Chase Bank has marked its territory in TCPAWorld.com! Last year, Chase was sued in New Jersey for alleged auto-dialer violations. Chase answered by asserting an unclean hands defense. Chase pursued a subpoena on the plaintiff’s law firm – M. Harvey Rephen & Associates – for documents and a deposition. Harvey Rephen telephoned counsel for Chase to tell him he was out of the country and wouldn’t be able to sit for a deposition. Chase filed an action in New York to compel the Rephen Firm. The Court fined the Rephen firm $100 a day for non-compliance, to spike to $500 per day if they continued to not produce documents and their corporate representative. The Rephen Firm chose to ignore this. Chase doubled down, fully briefed the issue again and requested the sanctions.

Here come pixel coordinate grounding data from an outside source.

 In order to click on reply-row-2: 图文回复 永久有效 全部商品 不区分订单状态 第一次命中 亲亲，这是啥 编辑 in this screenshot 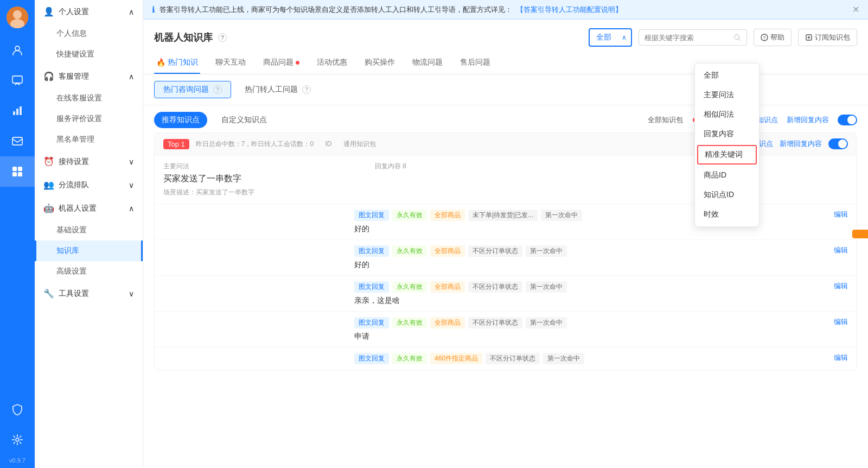, I will do `click(506, 293)`.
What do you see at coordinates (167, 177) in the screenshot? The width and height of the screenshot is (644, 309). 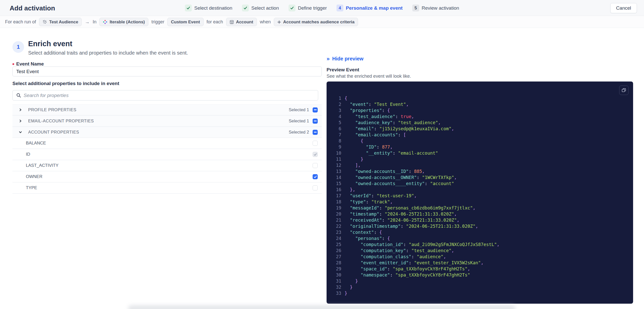 I see `property-row-owner: OWNER` at bounding box center [167, 177].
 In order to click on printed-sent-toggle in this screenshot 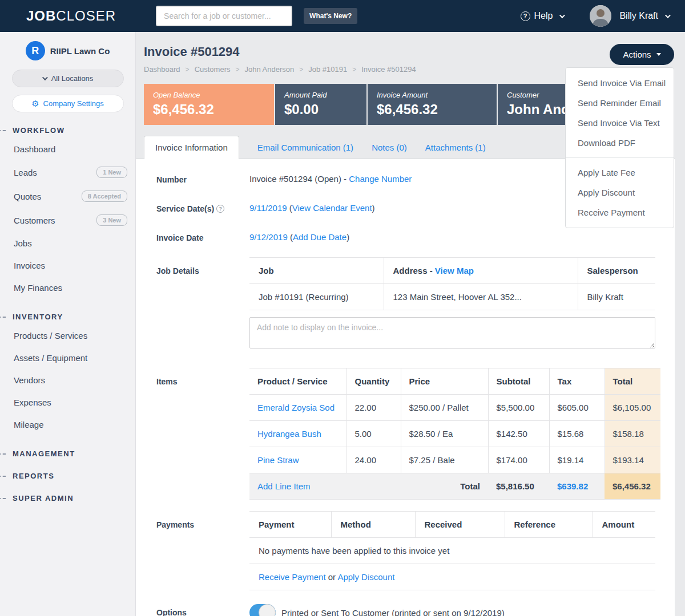, I will do `click(263, 610)`.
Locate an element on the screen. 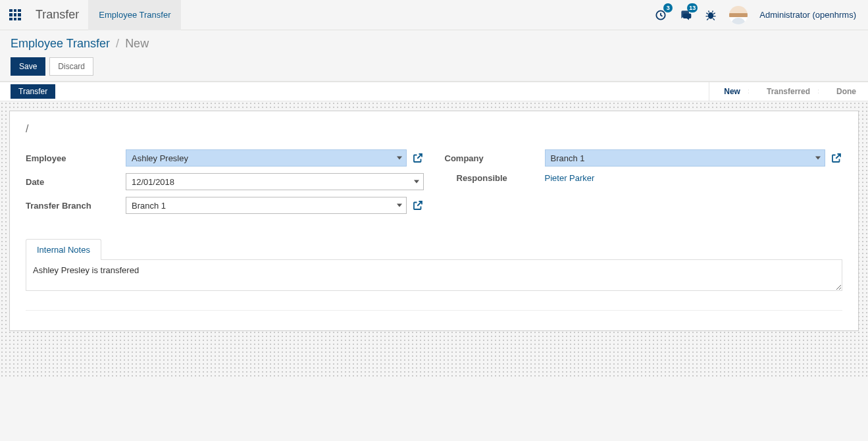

“The story continued to unfold,” the court narrated. After Chase filed against the Rephen Firm, the plaintiff in the underlying New Jersey proceeding had testified she moved out of the country, and dismissed her case. The court terminated the TCPA action, but kept Chase’s outstanding sanctions motions alive.
The New York court held a conference before judgment. Counsel for the Rephen Firm repeated the same excuse, namely that Harvey Rephen was out of the country, only adding that recently business was slow, and the Rephen firm wouldn’t be able to cough up Chase’s accrued sanctions. Chase moved on them for $231,441 in attorneys’ fees, as well as $23,400 in sanctions. Chase additionally applied for a writ, and an order that the Rephen Firm must provide an accounting of assets to satisfy judgment if necessary.
The result: Chase won the $250,000, and the court is ensuring Chase gets relief, keeping an asset seizure if the judgment is not satisfied on the table. Rock solid victory!